PREPA’s generation units as a whole are old and undermaintained and have failed at an unprecedented rate over the past two years, the consultant said. Two principal high-voltage lines from generators on the south coast must travel through mountain areas and rainforests to reach San Juan, compounding maintenance challenges.

Another new administration response is the assignment of U.S. military and federal workers to augment Puerto Rican officials in pushing requests for assistant up the line, he said. "FEMA emergency managers [will] stand next to each of those municipality leaders, whether they’re mayors or local authority figures, like the water authority or electric authority leaders," Bossert said.

After several days of deliberation, Trump also signed a waiver to the Jones Act yesterday, a maritime statute that prohibits foreign-flagged vessels from transporting cargo between U.S. ports. Acting Secretary of Homeland Security Elaine Duke waived the law following Hurricanes Harvey and Irma to alleviate fuel shortages. The order, which included Puerto Rico, expired just before Maria landed. Congress gave the U.S. Virgin Islands a permanent waiver from the Jones Act provisions but did not include Puerto Rico, as well.

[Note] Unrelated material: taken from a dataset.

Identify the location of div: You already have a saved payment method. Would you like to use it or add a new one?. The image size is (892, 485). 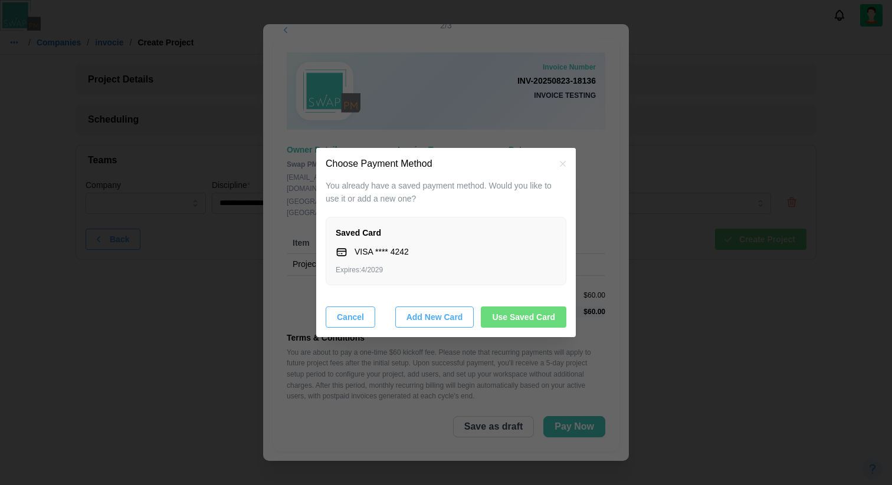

Bossert said yesterday’s waiver was not tardy.

"In this particular case, we had enough capacity of U.S.-flag vessels to take more than, or to exceed, the requirement and need of diesel fuel and other commodities into Puerto Rico," he said. "The idea here is that we had provided as many commodities as were necessary to the island. The challenge became, then, land-based distribution. That remains the challenge; that remains the priority today."

Bossert said, "Gov. [Ricardo] Rosselló called me after 8 o’clock and suggested proactively ensure the capacity problem ran didn’t run into the Jones Act problem.

"I talked to the president," Bossert said, "he thought that was absolutely the right thing to do and waived it right away."